Abstract

The mature berry of Vitis vinifera 'Alicante Bouschet' is entirely red, but anthocyanin metabolism discloses elements of histological discontinuity. This provides an experimental system amenable to studies of compartmentalised secondary metabolism in a fleshly fruit. We compared microscopy of fixed berry sections and chemical composition of anthocyanin extracts with the expression of 41 flavonoid genes in three berry tissues. In the pericarp, anthocyanins formed membrane-encased spherical coalescences that gradually enlarged and were shuttled into the vacuolar system. The size and the intensity of in situ pigmentation and of colour extracts of anthocyanin vesicles all decreased with depth beneath the epidermis. Shades of red colour, and the quantity and types of anthocyanins in skin, flesh, and seed extracts were correlated with differences in the expression of flavonoid 3',5'-hydroxylases and anthocyanin genes encoding transcription factors, enzymatic proteins, and transporters.

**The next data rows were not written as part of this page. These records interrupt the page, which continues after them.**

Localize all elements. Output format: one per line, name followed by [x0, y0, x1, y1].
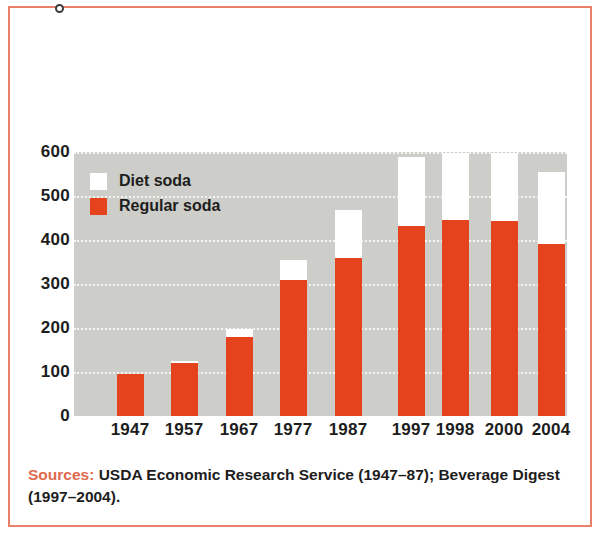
plot-area-wrapper: Diet soda Regular soda [74, 152, 567, 416]
y-tick-label: 200 [41, 318, 70, 338]
legend-item-regular-soda: Regular soda [90, 197, 220, 215]
diet-soda-swatch [90, 173, 107, 190]
bar-group[interactable] [226, 152, 253, 416]
y-tick-label: 300 [41, 274, 70, 294]
bar-group[interactable] [491, 152, 518, 416]
legend-label-diet-soda: Diet soda [119, 172, 191, 190]
x-axis: 194719571967197719871997199820002004 [74, 420, 567, 446]
bar-segment-regular-soda [335, 258, 362, 416]
y-tick-label: 400 [41, 230, 70, 250]
regular-soda-swatch [90, 198, 107, 215]
bar-group[interactable] [442, 152, 469, 416]
bar-segment-regular-soda [171, 363, 198, 416]
source-text: USDA Economic Research Service (1947–87)… [28, 466, 560, 505]
bar-segment-regular-soda [491, 221, 518, 416]
y-axis: 0100200300400500600 [10, 152, 70, 416]
source-note: Sources: USDA Economic Research Service … [28, 464, 576, 508]
bar-segment-diet-soda [171, 361, 198, 363]
bar-segment-diet-soda [491, 153, 518, 221]
bar-group[interactable] [538, 152, 565, 416]
y-tick-label: 500 [41, 186, 70, 206]
bar-segment-diet-soda [280, 260, 307, 280]
bar-segment-diet-soda [226, 329, 253, 337]
legend-item-diet-soda: Diet soda [90, 172, 220, 190]
x-tick-label: 1957 [165, 420, 204, 440]
bar-segment-regular-soda [398, 226, 425, 416]
x-tick-label: 1977 [274, 420, 313, 440]
x-tick-label: 1998 [436, 420, 475, 440]
bar-group[interactable] [398, 152, 425, 416]
x-tick-label: 1967 [220, 420, 259, 440]
chart-legend: Diet soda Regular soda [90, 172, 220, 222]
bar-segment-diet-soda [538, 172, 565, 245]
bar-segment-regular-soda [538, 244, 565, 416]
source-label: Sources: [28, 466, 94, 483]
bar-group[interactable] [280, 152, 307, 416]
bar-segment-regular-soda [226, 337, 253, 416]
bar-segment-regular-soda [280, 280, 307, 416]
y-tick-label: 100 [41, 362, 70, 382]
y-tick-label: 0 [60, 406, 70, 426]
bar-segment-diet-soda [442, 153, 469, 220]
bar-segment-diet-soda [335, 210, 362, 258]
x-tick-label: 1997 [392, 420, 431, 440]
x-tick-label: 2000 [485, 420, 524, 440]
bar-segment-regular-soda [117, 374, 144, 416]
y-tick-label: 600 [41, 142, 70, 162]
legend-label-regular-soda: Regular soda [119, 197, 220, 215]
x-tick-label: 1987 [329, 420, 368, 440]
figure-frame: 0100200300400500600 Diet soda Regular so… [8, 6, 592, 527]
x-tick-label: 1947 [111, 420, 150, 440]
bar-segment-diet-soda [398, 157, 425, 226]
bar-segment-regular-soda [442, 220, 469, 416]
soda-consumption-chart: 0100200300400500600 Diet soda Regular so… [10, 8, 594, 529]
bar-group[interactable] [335, 152, 362, 416]
x-tick-label: 2004 [532, 420, 571, 440]
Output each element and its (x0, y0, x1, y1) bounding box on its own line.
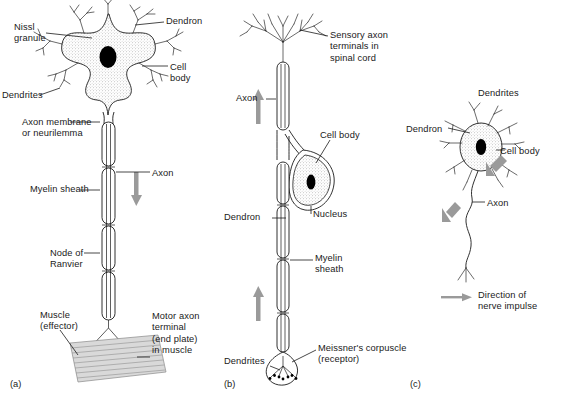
relay-axon-terminals (458, 268, 474, 282)
sensory-axon-terminal-tree (240, 14, 326, 62)
sensory-trunk-continuation (277, 130, 289, 160)
label-node-of-ranvier: Node of Ranvier (50, 248, 83, 271)
label-meissners-corpuscle: Meissner's corpuscle (receptor) (318, 343, 407, 366)
label-cell-body-c: Cell body (500, 146, 540, 157)
label-dendron-c: Dendron (406, 124, 442, 135)
label-myelin-sheath-b: Myelin sheath (315, 253, 344, 276)
sensory-dendron-segments (277, 162, 289, 352)
relay-axon (466, 171, 478, 268)
figure-canvas: Nissl granule Dendron Cell body Dendrite… (0, 0, 561, 400)
label-myelin-sheath-a: Myelin sheath (30, 184, 89, 195)
panel-id-a: (a) (10, 379, 21, 389)
label-axon-b: Axon (236, 93, 258, 104)
sensory-impulse-arrow-lower (253, 286, 264, 321)
label-axon-c: Axon (487, 198, 509, 209)
label-dendrites-c: Dendrites (478, 88, 519, 99)
legend-label-direction-of-nerve-impulse: Direction of nerve impulse (478, 290, 537, 313)
label-dendron-b: Dendron (224, 212, 260, 223)
panel-id-b: (b) (224, 379, 235, 389)
label-cell-body-a: Cell body (170, 62, 191, 85)
label-dendrites-b: Dendrites (224, 356, 265, 367)
label-axon-membrane: Axon membrane or neurilemma (22, 117, 92, 140)
label-cell-body-b: Cell body (320, 130, 360, 141)
label-axon-a: Axon (152, 168, 174, 179)
panel-id-c: (c) (410, 379, 421, 389)
label-nissl-granule: Nissl granule (14, 22, 46, 45)
label-dendron-a: Dendron (166, 16, 202, 27)
legend-arrow (441, 293, 472, 301)
sensory-neurone-group (240, 14, 334, 385)
label-dendrites-a: Dendrites (2, 90, 43, 101)
sensory-axon-segments (277, 62, 289, 130)
label-muscle-effector: Muscle (effector) (40, 310, 78, 333)
label-nucleus-b: Nucleus (313, 209, 347, 220)
relay-impulse-arrow-lower (442, 202, 461, 222)
motor-nucleus (100, 46, 117, 68)
label-motor-axon-terminal: Motor axon terminal (end plate) in muscl… (152, 311, 200, 357)
sensory-nucleus (307, 175, 316, 190)
motor-myelin-segments (102, 122, 115, 320)
neuron-diagram-artwork (0, 0, 561, 400)
label-sensory-axon-terminals: Sensory axon terminals in spinal cord (330, 30, 388, 64)
relay-nucleus (476, 139, 486, 155)
relay-neurone-group (440, 102, 524, 282)
motor-impulse-arrow (131, 172, 142, 206)
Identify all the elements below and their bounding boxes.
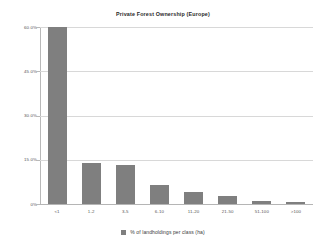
- x-axis-tick-label: 21-50: [211, 209, 245, 214]
- bar-3-5[interactable]: [116, 165, 135, 204]
- y-axis-tick-mark: [36, 71, 40, 72]
- chart-legend: % of landholdings per class (ha): [0, 229, 326, 235]
- y-axis-tick-mark: [36, 27, 40, 28]
- gridline-0%: [40, 204, 313, 205]
- bar->100[interactable]: [286, 202, 305, 204]
- y-axis-tick-label: 15.0%: [0, 157, 37, 162]
- y-axis-tick-label: 30.0%: [0, 113, 37, 118]
- x-axis-tick-label: >100: [279, 209, 313, 214]
- y-axis-tick-label: 45.0%: [0, 69, 37, 74]
- x-axis-tick-label: 11-20: [177, 209, 211, 214]
- chart-title: Private Forest Ownership (Europe): [0, 11, 326, 17]
- bar-6-10[interactable]: [150, 185, 169, 204]
- y-axis-tick-mark: [36, 160, 40, 161]
- x-axis-tick-label: 6-10: [142, 209, 176, 214]
- bar-1-2[interactable]: [82, 163, 101, 204]
- y-axis-tick-mark: [36, 116, 40, 117]
- legend-entry-label: % of landholdings per class (ha): [130, 229, 204, 235]
- bar-11-20[interactable]: [184, 192, 203, 204]
- bar-21-50[interactable]: [218, 196, 237, 204]
- square-swatch-icon: [121, 230, 126, 235]
- x-axis-tick-label: 51-100: [245, 209, 279, 214]
- chart-figure: Private Forest Ownership (Europe) % of l…: [0, 0, 326, 249]
- x-axis-tick-label: <1: [40, 209, 74, 214]
- bar-51-100[interactable]: [252, 201, 271, 204]
- x-axis-tick-label: 3-5: [108, 209, 142, 214]
- x-axis-tick-label: 1-2: [74, 209, 108, 214]
- bar-<1[interactable]: [48, 27, 67, 204]
- bars-layer: [40, 27, 313, 204]
- y-axis-tick-label: 0%: [0, 202, 37, 207]
- y-axis-tick-mark: [36, 204, 40, 205]
- y-axis-tick-label: 60.0%: [0, 25, 37, 30]
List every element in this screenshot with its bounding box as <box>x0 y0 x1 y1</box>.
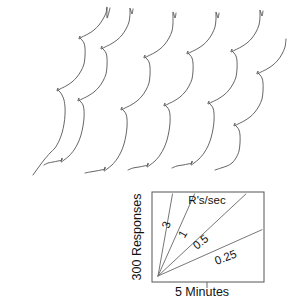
figure-background <box>0 0 289 302</box>
y-axis-label: 300 Responses <box>130 194 144 281</box>
rate-units-label: R's/sec <box>188 194 226 206</box>
cumulative-record-figure: R's/sec 3 1 0.5 0.25 300 Responses 5 Min… <box>0 0 289 302</box>
x-axis-label: 5 Minutes <box>175 285 229 299</box>
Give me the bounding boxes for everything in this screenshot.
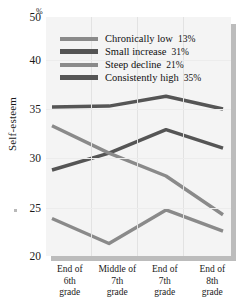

Fine adjustments in the global transcriptional modulation of the pathway occurred distinctively in each tissue, within four groups of co-expressed genes that were more associated with either the pericarp or the seed, and with either early or late-ripening stages. All structural genes controlling early steps of the flavonoid pathway exist in the grapevine genome in multiple copies that were recruited by antagonistic branches of the pathway in the 'Alicante Bouschet' berry. Expression patterns of individual paralogs were spatiotemporally distinct from one another, in step with either anthocyanin genes or proanthocyanidin genes.